France is waking up. Spring is coming, even in Brittany. But the mood of the country is sombre.
Last night, at our local pub, closer to Washington than Moscow, no one mentioned the war. Not a word was spoken about the conflict being unleashed at the opposite end of our continent. Instead, slices of delicious carrot cake were distributed, lovingly made by Gill from Wakefield.
Ken, from Glasgow, described how he and his wife had driven that morning to Quimper to have the cataract in his left eye examined. The doctor at the private clinic asked him when he would like to have the corrective procedure. “As soon as possible,” he replied. “In that case, I can do it now,” the doctor said — and ten minutes later it was done, with little clicks from a laser gun. The cost? €120 (less than a hundred pounds), part of which will be reimbursed by way of Ken’s Carte Vitale.
One of the French regulars, Sylvan, wanted to know what went into the cake. Carrots, we said. He looked puzzled. But there was something else, he said, licking his lips — a spice, perhaps. Cinnamon and nutmeg, said Gill, a combination that passed Sylvan by completely until Trish, the landlady, or patronne – still waiting for her French citizenship three years after passing all the set tests — came up with canelle and noix de muscade.
Nothing, though, about Ukraine. The elephant in the room must have retreated to the back bar.
But Ken had more good news. The dual carriageway from Carhaix to Quimper had finally been completed. All its bits had been joined together and it was now possible to reach the far southwest of Brittany in less than an hour.
The N164, as it is known, has been the bane of my existence for the last several years. Every time I have driven on it, I get a speeding ticket, on two occasions for driving just 5 kph above the official limit.
The problem was that stretches of dual carriageway would suddenly give way to ordinary road and then, just as often, to unpaved sections along which we were expected to drive at little more than walking pace. The news that I could now drive all the way to Quimper — one of Brittany’s most celebrated towns — at a steady 90 kph genuinely cheered me up.
Today, though, I have another matter to attend to — and I don’t just mean this column. The heater in our car has stopped working, or rather the fan that distributes the heat. And the AC button that switches on annoyingly every time we start the engine has gone off as well. I called the local garage. It was very cold outside, I began, pathetically, and my heater had stopped working. Was there any chance…?
« Of course. Not a problem. Probably a fuse. If you could bring the car in at 13.30, it shouldn’t take long. »
But you will have seen what happened there. I use Word for Mac. I always have. And only rarely has it let me down. But just now — literally thirty seconds ago — when I tried to type double quotation marks, the French « and » turned up instead.
And now they won’t go away.
Talk about First World problems!
Back in December 1989, in the middle of the Romanian revolution, I found myself in a semi-abandoned hotel in Bucharest attempting to telex my story through to the Sunday Times. It was a tale of derring-do, slated for the front page, and I was determined to get it right.
Unfortunately, the power in the hotel had gone out, leaving me reliant on a 40-watt emergency bulb in a deserted back office. Worse than that, the keyboard on the 1960s telex machine was French (AZERTY rather than QWERTY), and worse than that again, four of the keys were missing, existing only as upturned spikes.
It took me three hours to assemble the tape containing my breathless prose that I then had to feed through a groove with steel cogs via a line to London that kept cutting out in mid-transmission.
Outside, meanwhile, people were dying in the streets. They didn’t know the half of it.
The good news, I suppose, is that the pandemic in France is over — more or less. We still have to wear masks when we’re shopping or entering a bar or restaurant in Brittany, and there is talk of fourth, and even fifth, vaccinations for older folks such as ourselves. But there is a palpable sense of normality in the air. It is as if we have been liberated from a long and tedious occupation.
Do the people of Kyiv and Kharkiv still wear masks? I wonder.
Seventy-seven years ago, the German Army occupying Brittany went “full tonto” before beginning its final withdrawal. My old friend Alexis, now dead, was seven at the time but remembered the casual brutality of the occupiers as they faced up to the prospect of defeat. Later, he cheered the arrival of Patton’s Third Army, which swept through the Wehrmacht like avenging angels.
The people of Ukraine must wish that Patton was alive today.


**The task**
The records below are to be copied exactly, with every picture left out.

- Opening Delimiter -

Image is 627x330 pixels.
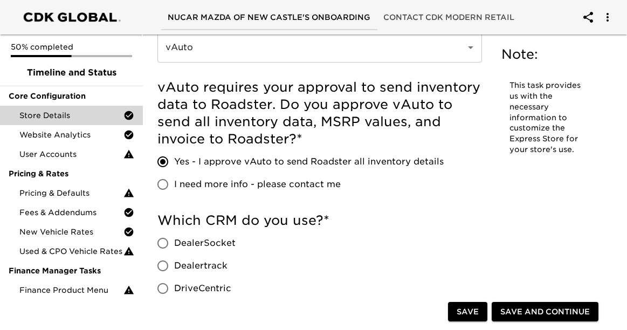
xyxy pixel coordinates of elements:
[157,212,482,229] h5: Which CRM do you use?
[383,11,514,24] span: Contact CDK Modern Retail
[575,4,601,30] button: account of current user
[19,226,123,237] span: New Vehicle Rates
[19,110,123,121] span: Store Details
[492,302,599,322] button: Save and Continue
[448,302,488,322] button: Save
[157,79,482,148] h5: vAuto requires your approval to send inventory data to Roadster. Do you approve vAuto to send all...
[502,46,597,63] h5: Note:
[9,265,134,276] span: Finance Manager Tasks
[174,178,341,191] span: I need more info - please contact me
[19,285,123,296] span: Finance Product Menu
[174,155,444,168] span: Yes - I approve vAuto to send Roadster all inventory details
[174,282,231,295] span: DriveCentric
[19,129,123,140] span: Website Analytics
[174,259,228,272] span: Dealertrack
[19,188,123,198] span: Pricing & Defaults
[9,66,134,79] span: Timeline and Status
[19,207,123,218] span: Fees & Addendums
[9,168,134,179] span: Pricing & Rates
[500,305,590,319] span: Save and Continue
[9,91,134,101] span: Core Configuration
[510,80,589,155] p: This task provides us with the necessary information to customize the Express Store for your stor...
[11,42,132,52] p: 50% completed
[19,246,123,257] span: Used & CPO Vehicle Rates
[457,305,479,319] span: Save
[463,40,478,55] button: Open
[168,11,370,24] span: Nucar Mazda of New Castle's Onboarding
[174,237,236,250] span: DealerSocket
[595,4,621,30] button: account of current user
[19,149,123,160] span: User Accounts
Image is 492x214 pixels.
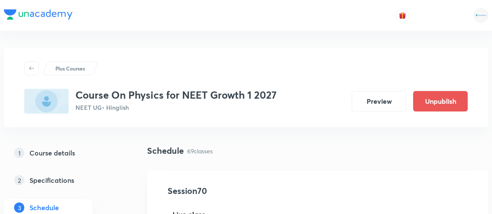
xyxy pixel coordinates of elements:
a: Company Logo [4,9,73,22]
p: Plus Courses [55,64,85,72]
h4: Session 70 [168,184,323,197]
img: E2654CE1-4546-448F-92C3-2EF9D00D43B2_plus.png [24,89,69,113]
h5: Schedule [29,202,59,212]
p: 1 [14,148,24,158]
h5: Course details [29,148,75,158]
p: 3 [14,202,24,212]
button: Unpublish [413,91,468,111]
p: 2 [14,175,24,185]
img: Rahul Mishra [474,8,489,23]
p: NEET UG • Hinglish [76,103,277,112]
h4: Schedule [147,144,184,157]
h5: Specifications [29,175,74,185]
img: avatar [399,12,407,19]
h3: Course On Physics for NEET Growth 1 2027 [76,89,277,101]
a: 2Specifications [4,172,120,189]
button: Preview [352,91,407,111]
button: avatar [396,9,410,22]
img: Company Logo [4,9,73,20]
a: 1Course details [4,144,120,161]
p: 69 classes [187,146,213,155]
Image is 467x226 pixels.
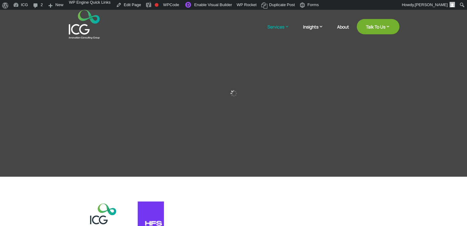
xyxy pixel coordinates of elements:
[155,3,158,7] div: Focus keyphrase not set
[303,24,329,39] a: Insights
[69,10,100,39] img: ICG
[55,2,63,12] span: New
[357,19,399,34] a: Talk To Us
[41,2,43,12] span: 2
[307,2,319,12] span: Forms
[415,2,447,7] span: [PERSON_NAME]
[436,197,467,226] iframe: Chat Widget
[337,25,349,39] a: About
[267,24,295,39] a: Services
[269,2,295,12] span: Duplicate Post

- Closing Delimiter -

**Task result**
Image is 627x330 pixels.
xyxy pixel coordinates of elements:
[157,212,482,229] h5: Which CRM do you use?
[383,11,514,24] span: Contact CDK Modern Retail
[575,4,601,30] button: account of current user
[19,226,123,237] span: New Vehicle Rates
[19,110,123,121] span: Store Details
[492,302,599,322] button: Save and Continue
[448,302,488,322] button: Save
[157,79,482,148] h5: vAuto requires your approval to send inventory data to Roadster. Do you approve vAuto to send all...
[502,46,597,63] h5: Note:
[9,265,134,276] span: Finance Manager Tasks
[174,178,341,191] span: I need more info - please contact me
[19,285,123,296] span: Finance Product Menu
[174,155,444,168] span: Yes - I approve vAuto to send Roadster all inventory details
[174,282,231,295] span: DriveCentric
[19,129,123,140] span: Website Analytics
[174,259,228,272] span: Dealertrack
[19,188,123,198] span: Pricing & Defaults
[9,66,134,79] span: Timeline and Status
[19,207,123,218] span: Fees & Addendums
[9,168,134,179] span: Pricing & Rates
[500,305,590,319] span: Save and Continue
[9,91,134,101] span: Core Configuration
[510,80,589,155] p: This task provides us with the necessary information to customize the Express Store for your stor...
[11,42,132,52] p: 50% completed
[19,246,123,257] span: Used & CPO Vehicle Rates
[457,305,479,319] span: Save
[463,40,478,55] button: Open
[168,11,370,24] span: Nucar Mazda of New Castle's Onboarding
[174,237,236,250] span: DealerSocket
[595,4,621,30] button: account of current user
[19,149,123,160] span: User Accounts
Image is 492x214 pixels.
xyxy pixel coordinates of elements:
a: Company Logo [4,9,73,22]
p: Plus Courses [55,64,85,72]
h4: Session 70 [168,184,323,197]
img: E2654CE1-4546-448F-92C3-2EF9D00D43B2_plus.png [24,89,69,113]
h5: Schedule [29,202,59,212]
p: 1 [14,148,24,158]
h5: Course details [29,148,75,158]
p: 3 [14,202,24,212]
button: Unpublish [413,91,468,111]
p: 2 [14,175,24,185]
img: Rahul Mishra [474,8,489,23]
p: NEET UG • Hinglish [76,103,277,112]
h4: Schedule [147,144,184,157]
h5: Specifications [29,175,74,185]
img: avatar [399,12,407,19]
h3: Course On Physics for NEET Growth 1 2027 [76,89,277,101]
a: 2Specifications [4,172,120,189]
button: Preview [352,91,407,111]
button: avatar [396,9,410,22]
img: Company Logo [4,9,73,20]
a: 1Course details [4,144,120,161]
p: 69 classes [187,146,213,155]
Image is 467x226 pixels.
xyxy pixel coordinates of elements:
[155,3,158,7] div: Focus keyphrase not set
[303,24,329,39] a: Insights
[69,10,100,39] img: ICG
[55,2,63,12] span: New
[357,19,399,34] a: Talk To Us
[41,2,43,12] span: 2
[307,2,319,12] span: Forms
[415,2,447,7] span: [PERSON_NAME]
[436,197,467,226] iframe: Chat Widget
[337,25,349,39] a: About
[267,24,295,39] a: Services
[269,2,295,12] span: Duplicate Post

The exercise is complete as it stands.